Book City reads “The time of dreaming”

Book City reads “The time of dreaming”

From Monday, November 13th to Sunday the 19th, the 12th edition of Book City Milano, the event dedicated to books and reading, will take place. There will be various sessions with authors, readings, prizes, events: through literature, topics of contemporary interest are analysed on a specific theme. This year it will be “The time of dreaming”, that elusive moment that lives in the depths of sleep. Dream is the word that speaks of thoughts and desires, utopias and dystopias, escapes and battles, nightmares and fears.
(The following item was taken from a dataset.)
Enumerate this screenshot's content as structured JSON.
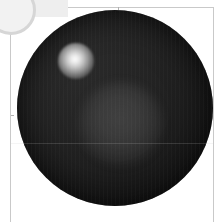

Dream is the word that inhabits every hope and its every meaning crosses private and public discourse, nourishes the history of knowledge, science and the creative arts, shapes the unconscious and creates knowledge. The programme of the edition, which can be read here, is impressive and will also have some events dedicated to Japan.


The inaugural evening will be held on Monday, November 13th, at 8pm at the Dal Verme Theatre. The guest of honour will be the Turkish writer Orhan Pamuk, who will receive the Seal of the City for the occasion, as per tradition. The author received the Nobel Prize for Literature in 2006. The Turkish writer's works shed light on the different facets of the relationship between East and West, providing often complex narratives, full of characters with cumbersome identities and strong passions, stories poised between reality and imagination. Also speaking on the year's theme will be Alessandra Kustermann, the first woman head physician at the Milan Mangiagalli Clinic and founder of the Sexual and Domestic Violence Relief, the first of its kind in Italy.


The closing of Book City Milano 2023 will be at 8pm on Sunday, November 19th, at the Franco Parenti Theatre, to talk about how infinite the books of dreams are. Vittorio Lingiardi will accompany spectators into the library of dreams: a labyrinth in which to get lost, where Federica Fracassi's voice will be the Ariadne's thread between Penelope's twenty white geese and Elio Aristide's nightmares, Ovid's verses and those of Cvetaeva, the Bible and the Koran, Freud and Jung.

Between these two dates an infinity of occasions and strands with evocative titles such as “Living and inhabiting today's cities”, “Therapeutic writing and photography and readings in the wards”, “Servillo reads Pinocchio”, “Poetry and the City”, “Basaglia's dream”, and “Telling the nightmare. The black chronicle from Buzzati to podcasts”. There are many thematic hubs, from the Triennale to Radio Popolare, from the Sforzesco Castle to the Arci Bellezza. Initiatives for children, for social issues, the involvement of libraries, universities and, of course, bookshops, complete the programme.


Two occurrences  discussing Japan are worth mentioning. The first takes place On Sunday November 19th, at 11 am, at the Circolo Filologico Milanese, in Sala Liberty, Via Clerici 10, Milan. The book “Japan in colour” by Laura Imai Messina will be presented: in a kaleidoscope of stories, legends, traditions and with the splendid illustrations of Barbara Baldi. This book has the gentle and disruptive force of travels that changes the gaze.

On the same day, at 4pm, at Pime, in Sala Cremonesi, Via Monte Rosa, 81, also in Milan, there will be a talk on “Mysterious Japan: the fascination of remote islands”, to present the book “Shimaguni. A Narrative Atlas of the Islands of Japan” by Francesca Scotti. Japan is an archipelago country, shimaguni, consisting of more than 14 thousand islands. Of these, a multitude of more or less well-known, made up of solitary, inaccessible, inhabited, uninhabited, evanescent or even disappeared, contain stories rich in interest, fascination and mystery. They house a mix of Identities, colours, and environments. Through the path of this atlas, the writer Francesca Scotti, who has made Japan her second home, reveals stories full of beauty and mystery, with the evocative illustrations of Uragami Kazuhisa, restoring with grace and respect the life and spirituality of a country that never ceases to fascinate.